First Sunday of Christmas 31 Dec 2023

First Sunday of Christmas

0800 and 1100

Luke 2.15-21


In the name of the Father, the Son, and the Holy Spirit. Amen.

Christmas continues for us today with our gospel reading from Luke 2 verses 15 -21. The Church of England here makes different provision from the rest of the world following the revised common lectionary, who get the succeeding verses: 22-40 – the passage in which Jesus is brought to the temple and encounters Simeon and Anna. We don’t get that until the Feast of the presentation or Candlemas on Feb 2nd but get there, we will.

For now, we seem to be still in the middle of that first Christmas night after Jesus was born. The angels have delivered their message of glory and peace and told the shepherds that this child would be a ‘sign’. Signs were not just things mentioned in John’s gospel, but this was the supreme sign of all signs, the birth of Jesus himself, the incarnation of the Son of God. Our passage this morning starts with the shepherds’ response to the angels’ news.

Remember these were people regarded as mangy, smelly, dirty and unclean in religious terms because they handled animals, but the good news was announced to them first. We tend to consider shepherding as a solitary occupation – all of our imagery is of a lone shepherd, and yet here we seem to have a group, a community of shepherds, perhaps working together, supporting one another. And they responded eagerly, without question, and without hesitation and they set out together, as instructed, to go to Bethlehem to seek out the holy family for themselves.

Luke, however, then refers to Jesus not as a baby but a child. It may be that this was not quite so soon after his birth as we tend to imagine. It is there in Luke’s timeline, but we know that Luke wasn’t always quite accurate in his timings.

So, the shepherds went to Bethlehem and found Mary and Joseph and for the third time, in this chapter, we were told Jesus was lying in a manger – an animal feeding trough. At once, this image both emphasises the humble circumstances into which Jesus was born, but at the same time the idea that he would in some sense feed the world, and feed it with himself. At the end of his ministry, Jesus invited his disciples to eat and drink in remembrance of him, in another inn. He had gone from being born and laid in a feeding trough to being the food with which people would participate in his values, in his spiritual life, and in his mission. He was and is the food the world badly needed and still needs.

The shepherds made known to Mary and Joseph what had been told them by the angels – that he was the Saviour, the Messiah, that God was glorified by him, and that he was to bring peace and goodwill among people. He was and is the peace and goodwill the world badly needed and still needs.

And then we were told that all who heard it were amazed but no mention here of Joseph, only Mary, and we were told that she treasured all these words and pondered them in her heart. As before, she listened, she reflected, and she responded and in that she is the model believer, the model for us, to listen, ponder, reflect, and then to respond and believe. This is her actually in the process of coming to faith – faith in her own Son. For us, the reading then ends there but the narrative moves to the temple.

So, today we have the examples of Mary, and the shepherds to ponder and consider as we think not so much about the romantic idealised, usually Victorian, understanding of the events around the incarnation as much as the meaning of this holy birth in our own time and for us – its relevance not just for believers but for all. It is a challenge, though, for the world to understand.

In theological terms, we have the birth of the Son of God, which should seem impossible, ridiculous. The notion that God would intervene in human history at a particular moment, and more in a human person and that this person would be born as a baby and grow up in the world is at least bizarre. It is sometimes referred to as ‘the scandal of particularity’. But love is like that. It is always particular; so, it is this person, in this place, this mother, this stable, these shepherds, this baby, and this moment which are what it is all about.

At the centre of it all is a baby – Jesus himself – the bringer of peace, the one on whom we should ponder and reflect, and the one who brings us himself as all the food needed by us and by the world but at the same time he calls us not to be passive recipients but active responders – responding as eagerly as did Mary and the shepherds and he invites us to be deliverers of the good news of hope for all to others. And we are compelled to consider what that might mean for us but also for those in places like Palestine, Ukraine, and Yemen, and in all places where people are suffering and struggling today.

So may the joy of the angels,

The gladness of the shepherds,

And the peace of the Christ child be ours,

this Christmastide and always. Amen.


Find all lines in the records that include the word "Each", and copy them out.

● ● ●

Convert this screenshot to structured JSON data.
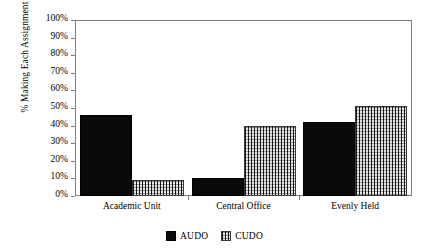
{
  "chart_data": {
    "type": "bar",
    "title": "",
    "subtitle": "",
    "xlabel": "",
    "ylabel": "% Making Each Assignment",
    "categories": [
      "Academic Unit",
      "Central Office",
      "Evenly Held"
    ],
    "series": [
      {
        "name": "AUDO",
        "values": [
          46,
          10,
          42
        ],
        "pattern": "solid-black",
        "color": "#0a0a0a"
      },
      {
        "name": "CUDO",
        "values": [
          9,
          40,
          51
        ],
        "pattern": "crosshatch-gray",
        "color": "#8e8e8e"
      }
    ],
    "ylim": [
      0,
      100
    ],
    "ytick_labels": [
      "0%",
      "10%",
      "20%",
      "30%",
      "40%",
      "50%",
      "60%",
      "70%",
      "80%",
      "90%",
      "100%"
    ],
    "ytick_values": [
      0,
      10,
      20,
      30,
      40,
      50,
      60,
      70,
      80,
      90,
      100
    ],
    "grid": false,
    "legend_position": "bottom-center",
    "legend_entries": [
      "AUDO",
      "CUDO"
    ],
    "annotations": []
  },
  "axis": {
    "y_title": "% Making Each Assignment"
  }
}
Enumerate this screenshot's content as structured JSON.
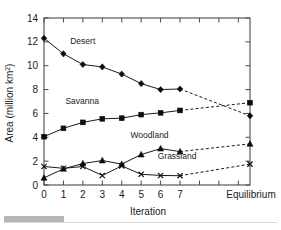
{
  "chart_data": {
    "type": "line",
    "title": "",
    "xlabel": "Iteration",
    "ylabel": "Area (million km2)",
    "ylabel_display": "Area (million km²)",
    "xlim": [
      0,
      10.6
    ],
    "ylim": [
      0,
      14
    ],
    "yticks": [
      0,
      2,
      4,
      6,
      8,
      10,
      12,
      14
    ],
    "ytick_labels": [
      "0",
      "2",
      "4",
      "6",
      "8",
      "10",
      "12",
      "14"
    ],
    "xticks": [
      0,
      1,
      2,
      3,
      4,
      5,
      6,
      7,
      10.6
    ],
    "xtick_labels": [
      "0",
      "1",
      "2",
      "3",
      "4",
      "5",
      "6",
      "7",
      "Equilibrium"
    ],
    "grid": false,
    "legend": "inline-annotations",
    "x": [
      0,
      1,
      2,
      3,
      4,
      5,
      6,
      7,
      10.6
    ],
    "series": [
      {
        "name": "Desert",
        "marker": "diamond",
        "values": [
          12.3,
          11.0,
          10.1,
          9.9,
          9.3,
          8.5,
          8.0,
          8.05,
          5.8
        ],
        "solid_through_index": 7,
        "label_x": 1.35,
        "label_y": 11.85
      },
      {
        "name": "Savanna",
        "marker": "square",
        "values": [
          4.05,
          4.75,
          5.25,
          5.55,
          5.6,
          5.9,
          6.05,
          6.25,
          6.9
        ],
        "solid_through_index": 7,
        "label_x": 1.1,
        "label_y": 6.75
      },
      {
        "name": "Woodland",
        "marker": "triangle",
        "values": [
          0.6,
          1.35,
          1.8,
          2.05,
          1.75,
          2.55,
          3.05,
          2.8,
          3.45
        ],
        "solid_through_index": 7,
        "label_x": 4.45,
        "label_y": 3.95
      },
      {
        "name": "Grassland",
        "marker": "cross",
        "values": [
          1.55,
          1.4,
          1.55,
          0.8,
          1.6,
          0.9,
          0.8,
          0.78,
          1.75
        ],
        "solid_through_index": 7,
        "label_x": 5.85,
        "label_y": 2.15
      }
    ]
  },
  "axes": {
    "x_title": "Iteration",
    "y_title_main": "Area (million km",
    "y_title_sup": "2",
    "y_title_close": ")"
  }
}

● ● ●

ANSWER TO THIS TASK ->
    "ylabel": "% Making Each Assignment",
    "y_title": "% Making Each Assignment"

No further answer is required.